The Harvard Club of Phoenix

BOOK DISCUSSION, The Broken Rung, November 5, 2025 6-7:3 

Kweilin Ellingrud, '00, HBS '03

 presents her book Broken Rung for clubs of the Southwest Region 

 

Wednesday, November 5, 2025, 6:00-7:30pm

by invitation online
HCPhx President Olivia Verma Smith, Kweilin's '00 and HBS '03 classmate, will lead the discussion

ABOUT KWEILIN ELLINGRUD: Kweilin is a director of the McKinsey Global Institute (MGI) and leads Diversity and Inclusion for McKinsey globally. She has broad experience redesigning operating models in financial services and beyond to increase operational efficiency and effectiveness through process redesign, digital, and analytics. She also works with multilateral organizations, global philanthropies, and companies on how to move towards gender and racial equality. She previously led McKinsey’s Life Insurance Practice in North America.

At MGI, Kweilin has led research on gender equality (Power of Parity), racial equity, generative AI, the future of work, productivity, and sustainable and inclusive growth. She is a frequent speaker at global conferences and is a contributing columnist for Forbes. She is also the co-author of the book The Broken Rung to help women navigate their careers.

Kweilin is a member of the Council on Foreign Relations. She previously worked full-time for two years at a Boston nonprofit helping women entrepreneurs start and grow their businesses through microfinance. Growing up, Kweilin spent a number of years in China, Ecuador, France, and Japan, living with local families and learning the local language.

ABOUT the broken rung, a National bestseller

The broken rung is more pervasive than the glass ceiling in holding women back from career success. Three McKinsey senior partners offer strategies for overcoming it and fulfilling your potential.

Women around the world do extremely well when it comes to their education. They graduate at higher rates than men and have higher average GPAs. But then a strange thing happens: upon entering the workforce, they immediately lose their advantage. When the first promotions come around, the slide continues. For every 100 men promoted to manager, only 81 women overall and 77 women of color get promoted.

This is what McKinsey senior partners Kweilin Ellingrud, Lareina Yee, and María del Mar Martínez call "the broken rung," and its effects compound throughout women's careers, causing them to fall behind at the start and keeping them from catching up. In this groundbreaking book, the authors reveal the problem's underlying cause: while about half of a person's lifetime earnings come from education and half from work experience, men get more value from their experience than women do. It is also here, in one's work experience, that the solution lies: women need to build their "experience capital" to level the playing field and maximize their earning potential.

The book combines over a decade of research, personal conversations with more than fifty remarkable leaders, and the authors' own rich experiences as leaders at McKinsey. They weave data on the potential pitfalls with inspiring and instructive stories of women who have climbed over the broken rung using strategies that increased their experience capital.

Leaders and companies must do more to address gender inequalities in the workplace. But you don't have to wait. The Broken Rung is your guide, right now, for moving up the career ladder and reaching your full potential at work.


• _TASK GOAL_
Write out the entries below once more, exactly, with the pictures left out.
==== STORED DATA ====
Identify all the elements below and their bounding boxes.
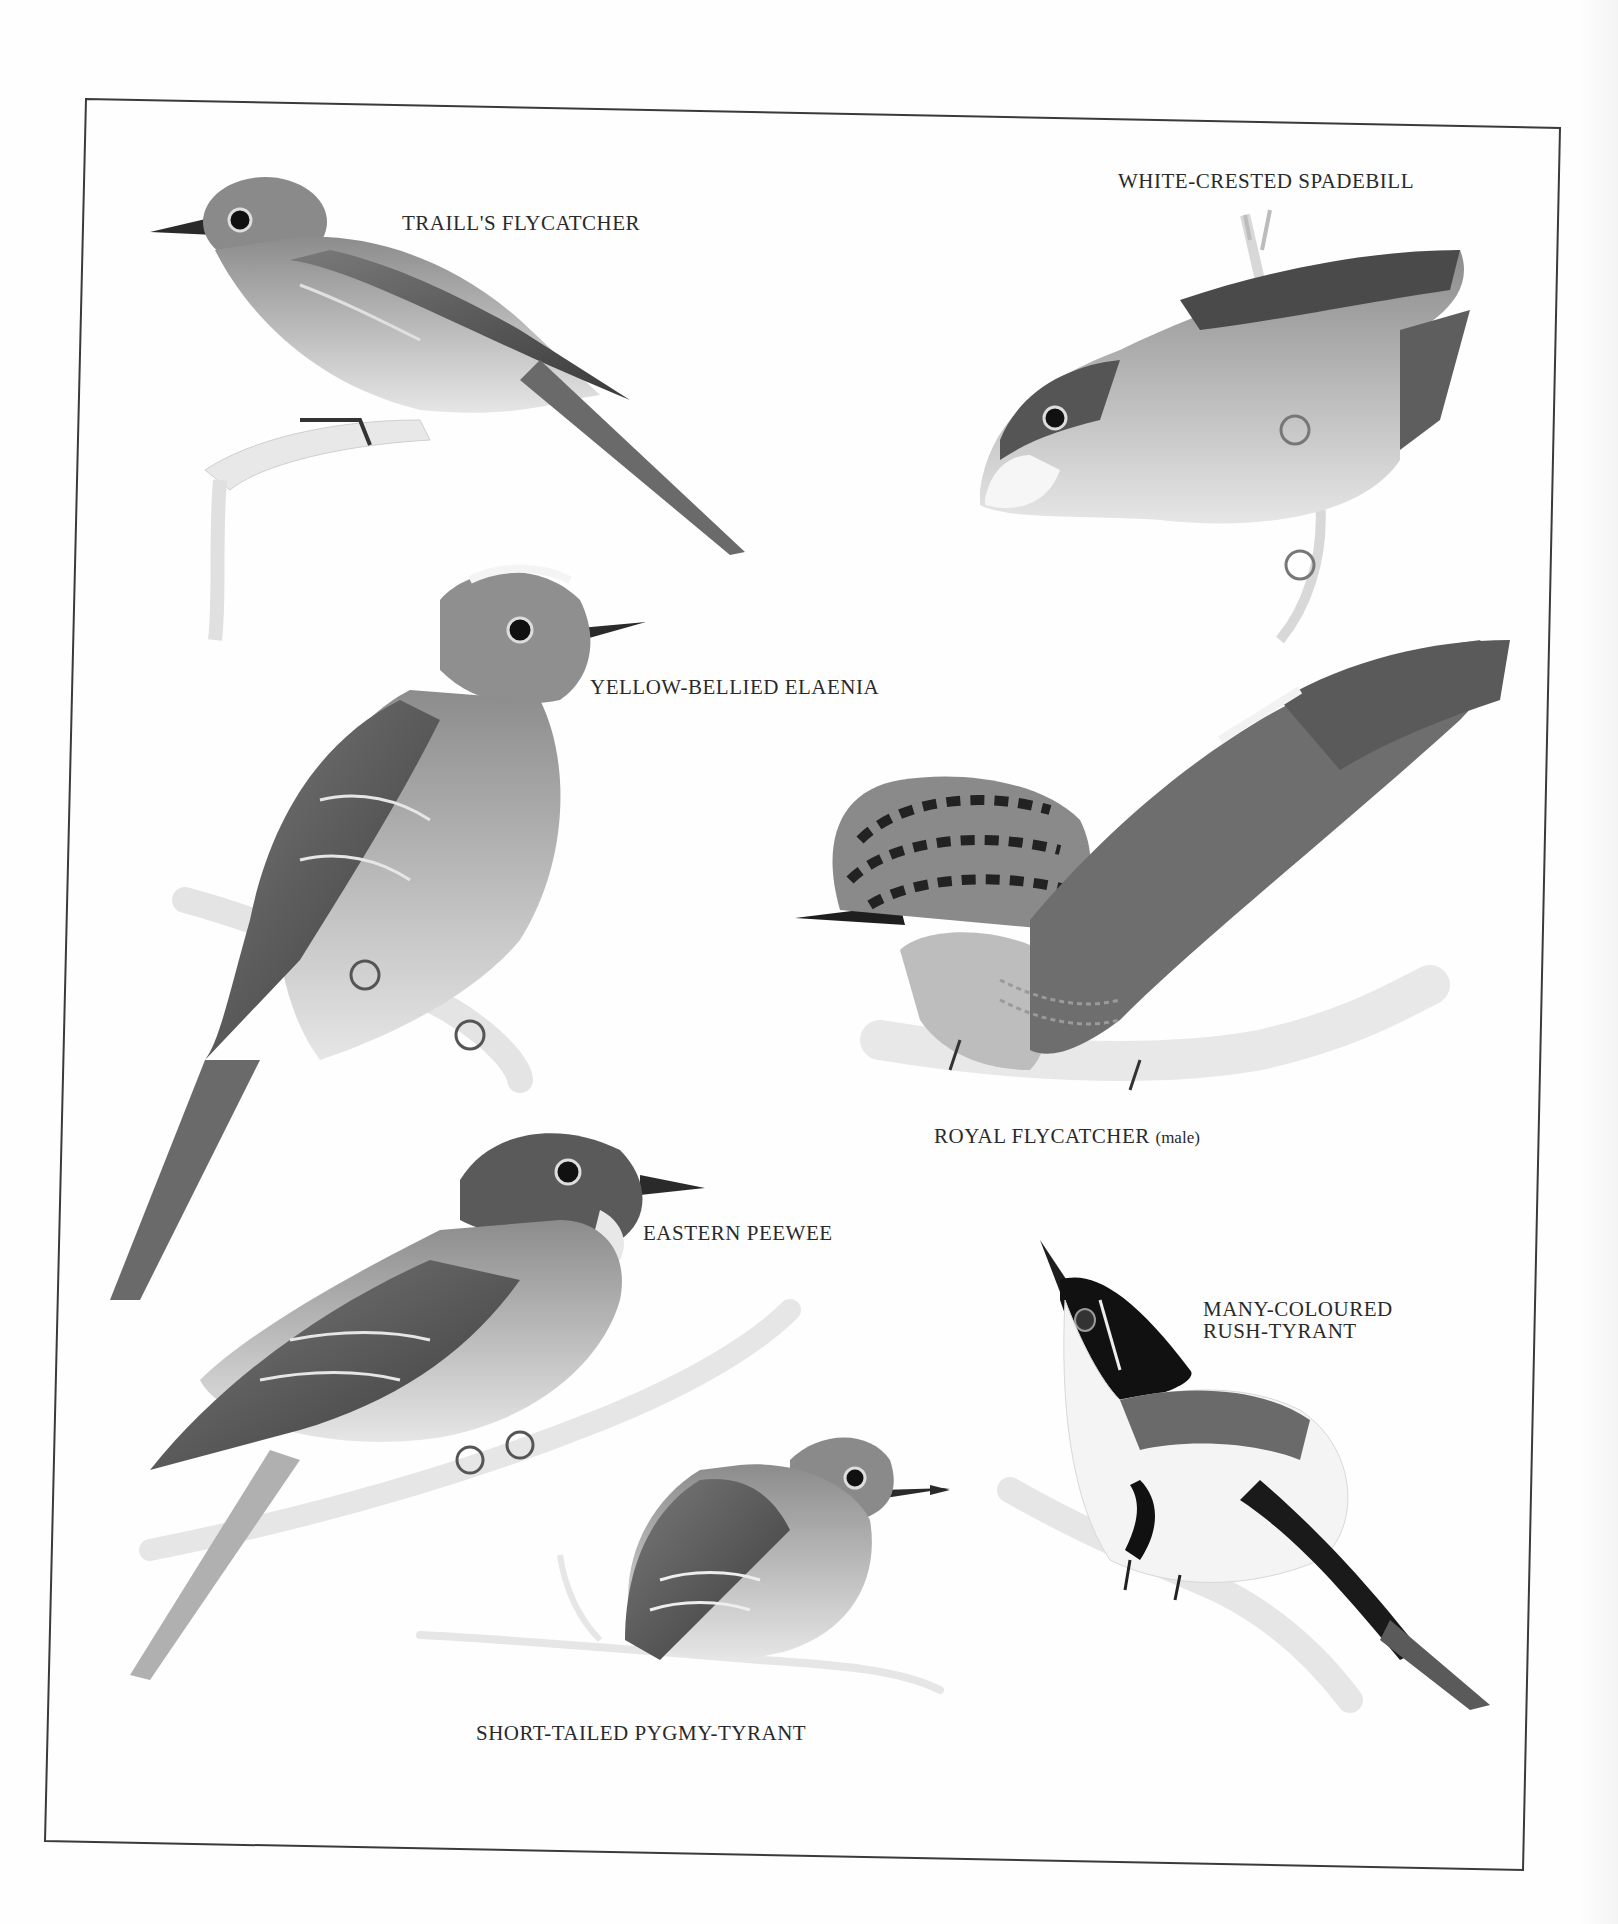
many-coloured-line-2: RUSH-TYRANT: [1203, 1320, 1393, 1342]
bird-royal-flycatcher: [795, 640, 1510, 1090]
many-coloured-line-1: MANY-COLOURED: [1203, 1298, 1393, 1320]
royal-flycatcher-name: ROYAL FLYCATCHER: [934, 1124, 1150, 1148]
label-white-crested-spadebill: WHITE-CRESTED SPADEBILL: [1118, 170, 1414, 192]
illustration-plate: TRAILL'S FLYCATCHER WHITE-CRESTED SPADEB…: [0, 0, 1618, 1924]
bird-white-crested-spadebill: [980, 210, 1470, 640]
label-royal-flycatcher: ROYAL FLYCATCHER (male): [934, 1125, 1200, 1149]
label-yellow-bellied-elaenia: YELLOW-BELLIED ELAENIA: [590, 676, 879, 698]
label-short-tailed-pygmy-tyrant: SHORT-TAILED PYGMY-TYRANT: [476, 1722, 806, 1744]
bird-traills-flycatcher: [150, 177, 745, 640]
bird-short-tailed-pygmy-tyrant: [420, 1438, 950, 1691]
royal-flycatcher-sex-note: (male): [1155, 1128, 1199, 1147]
label-eastern-peewee: EASTERN PEEWEE: [643, 1222, 833, 1244]
label-many-coloured-rush-tyrant: MANY-COLOURED RUSH-TYRANT: [1203, 1298, 1393, 1342]
label-traills-flycatcher: TRAILL'S FLYCATCHER: [402, 212, 640, 234]
bird-illustrations: [0, 0, 1618, 1924]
====
• _SOLUTION BELOW_
Identify all the elements below and their bounding boxes.
many-coloured-line-2: RUSH-TYRANT: [1203, 1320, 1393, 1342]
bird-royal-flycatcher: [795, 640, 1510, 1090]
many-coloured-line-1: MANY-COLOURED: [1203, 1298, 1393, 1320]
royal-flycatcher-name: ROYAL FLYCATCHER: [934, 1124, 1150, 1148]
label-white-crested-spadebill: WHITE-CRESTED SPADEBILL: [1118, 170, 1414, 192]
illustration-plate: TRAILL'S FLYCATCHER WHITE-CRESTED SPADEB…: [0, 0, 1618, 1924]
bird-white-crested-spadebill: [980, 210, 1470, 640]
label-royal-flycatcher: ROYAL FLYCATCHER (male): [934, 1125, 1200, 1149]
label-yellow-bellied-elaenia: YELLOW-BELLIED ELAENIA: [590, 676, 879, 698]
label-short-tailed-pygmy-tyrant: SHORT-TAILED PYGMY-TYRANT: [476, 1722, 806, 1744]
bird-traills-flycatcher: [150, 177, 745, 640]
bird-short-tailed-pygmy-tyrant: [420, 1438, 950, 1691]
royal-flycatcher-sex-note: (male): [1155, 1128, 1199, 1147]
label-eastern-peewee: EASTERN PEEWEE: [643, 1222, 833, 1244]
label-many-coloured-rush-tyrant: MANY-COLOURED RUSH-TYRANT: [1203, 1298, 1393, 1342]
label-traills-flycatcher: TRAILL'S FLYCATCHER: [402, 212, 640, 234]
bird-illustrations: [0, 0, 1618, 1924]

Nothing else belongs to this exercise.